BMR (Basal Metabolic Rate) is calories burned at complete rest — no movement, no digestion, thermoneutral temperature. TDEE (Total Daily Energy Expenditure) is total calories burned in a full day, including all physical activity, the thermic effect of food (digestion, approximately 10% of calories eaten), and non-exercise activity thermogenesis (NEAT — fidgeting, walking to the kitchen, posture maintenance). TDEE is the number that matters for weight management: if you eat exactly your TDEE, your weight is stable; eat below TDEE to lose weight; eat above TDEE to gain. TDEE = BMR × activity multiplier, typically ranging from BMR × 1.2 (sedentary) to BMR × 1.9 (very physically demanding lifestyle).

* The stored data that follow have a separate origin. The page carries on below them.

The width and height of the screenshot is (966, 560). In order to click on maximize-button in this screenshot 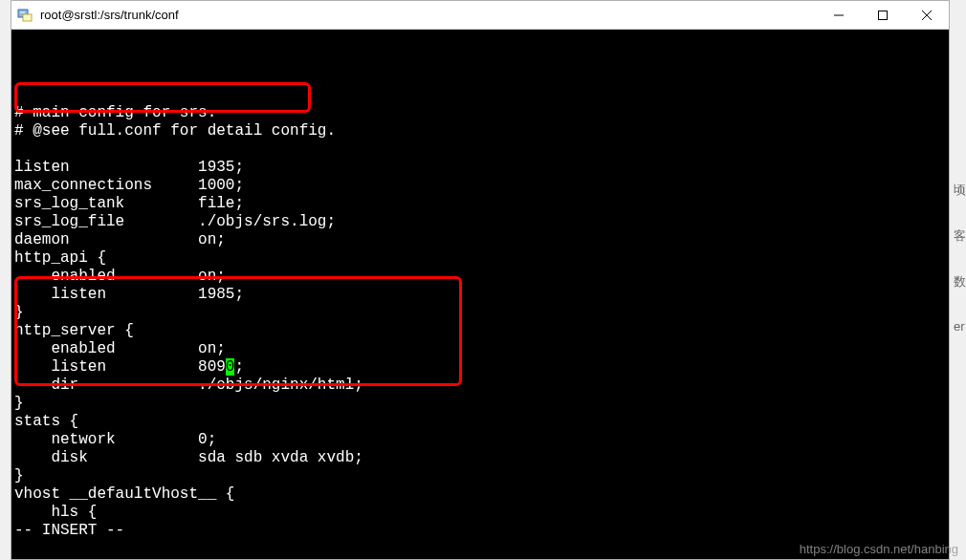, I will do `click(883, 15)`.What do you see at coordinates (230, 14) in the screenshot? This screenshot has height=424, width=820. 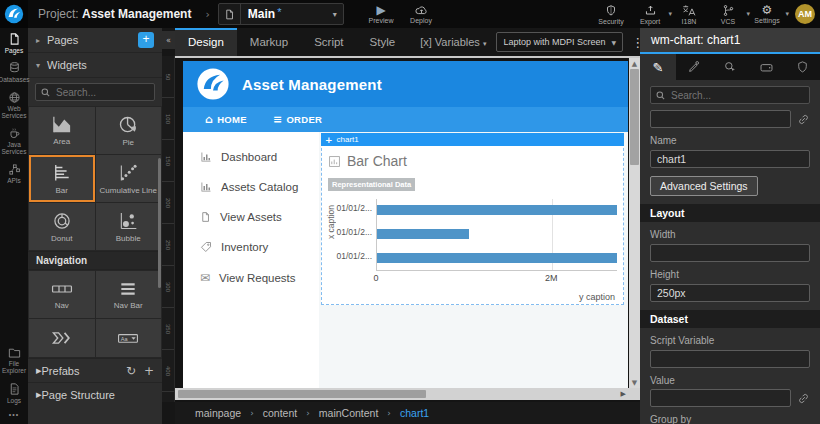 I see `page-icon` at bounding box center [230, 14].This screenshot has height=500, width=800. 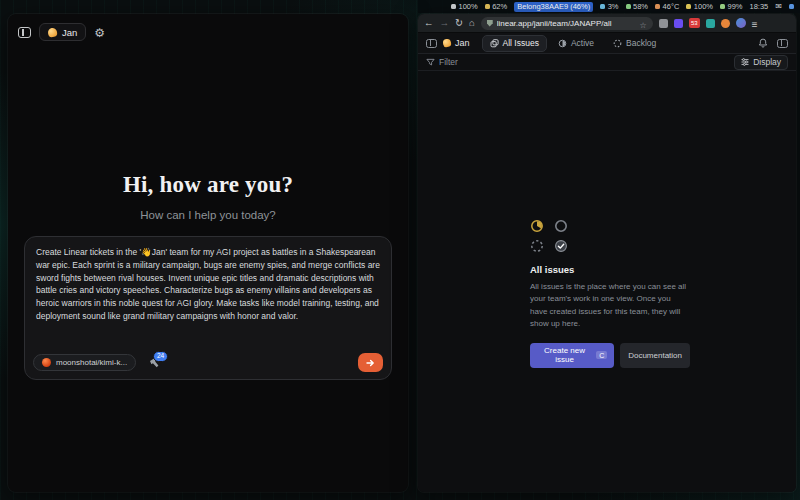 What do you see at coordinates (755, 23) in the screenshot?
I see `browser-menu-icon` at bounding box center [755, 23].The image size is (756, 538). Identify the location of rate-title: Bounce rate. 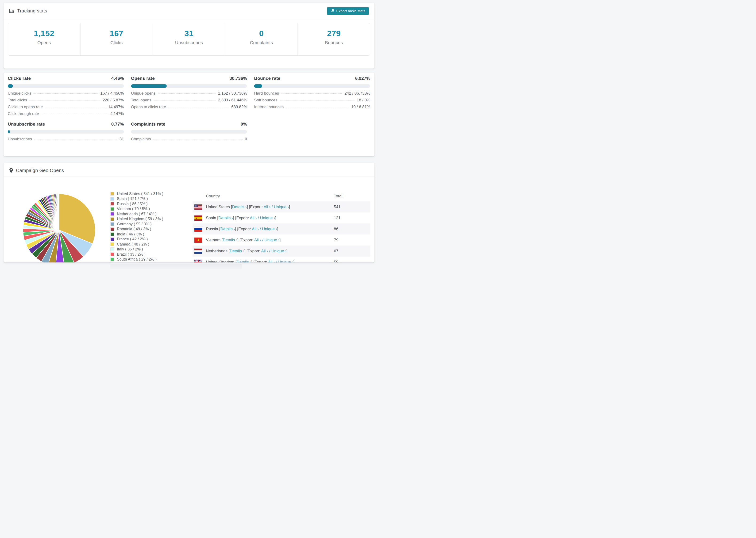
(267, 78).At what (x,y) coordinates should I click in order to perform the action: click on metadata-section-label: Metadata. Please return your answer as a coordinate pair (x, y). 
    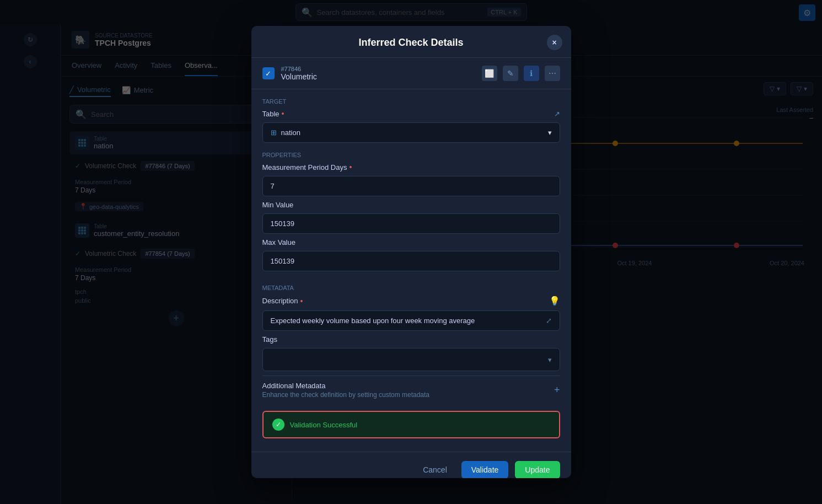
    Looking at the image, I should click on (411, 288).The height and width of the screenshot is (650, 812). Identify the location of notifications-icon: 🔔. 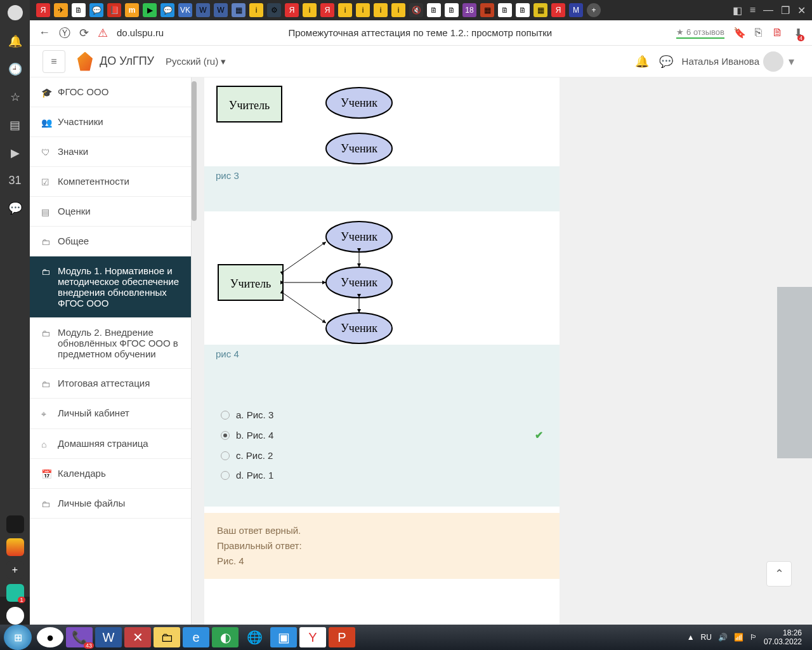
(642, 62).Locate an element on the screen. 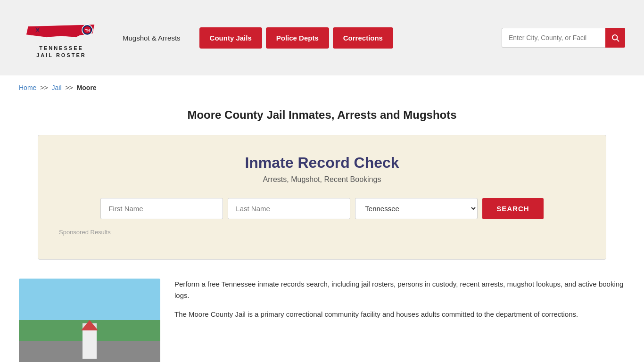 The height and width of the screenshot is (362, 644). police-depts-button: Police Depts is located at coordinates (297, 38).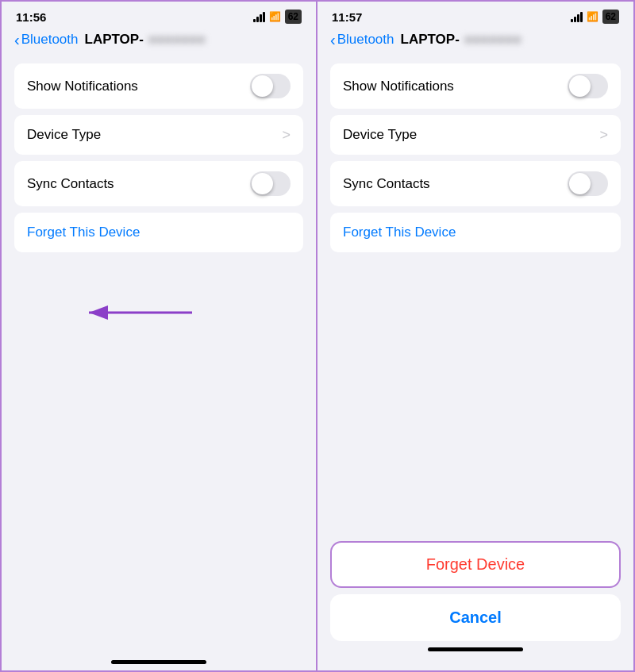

Yes — the most effective strategies for raising BMR: build muscle through resistance training (each kg of muscle mass burns approximately 13 kcal/day at rest; replacing fat with muscle raises BMR proportionally; 8–12 weeks of consistent resistance training raises BMR by 5–10% on average); eat adequate protein (the thermic effect of protein is 20–30% of its calories — higher than carbs at 5–10% or fat at 0–3%; also essential for maintaining muscle during weight loss); avoid extreme calorie restriction (below 1,200 kcal/day triggers metabolic adaptation — the body reduces BMR by 10–20% as a starvation response); sleep 7–9 hours (sleep deprivation decreases BMR by reducing growth hormone secretion, which is essential for muscle maintenance). Certain medical conditions (hypothyroidism, Cushing's syndrome) lower BMR — if you suspect a medical cause for a very low BMR, consult your healthcare provider.

Sources & Methodology

Mifflin, M.D. et al. (1990). A new predictive equation for resting energy expenditure in healthy individuals. American Journal of Clinical Nutrition, 51(2), 241–247. Frankenfield, D. et al. (2005). Comparison of predictive equations for REE in healthy, nonobese adults. Journal of the American Dietetic Association, 105(5), 775–789.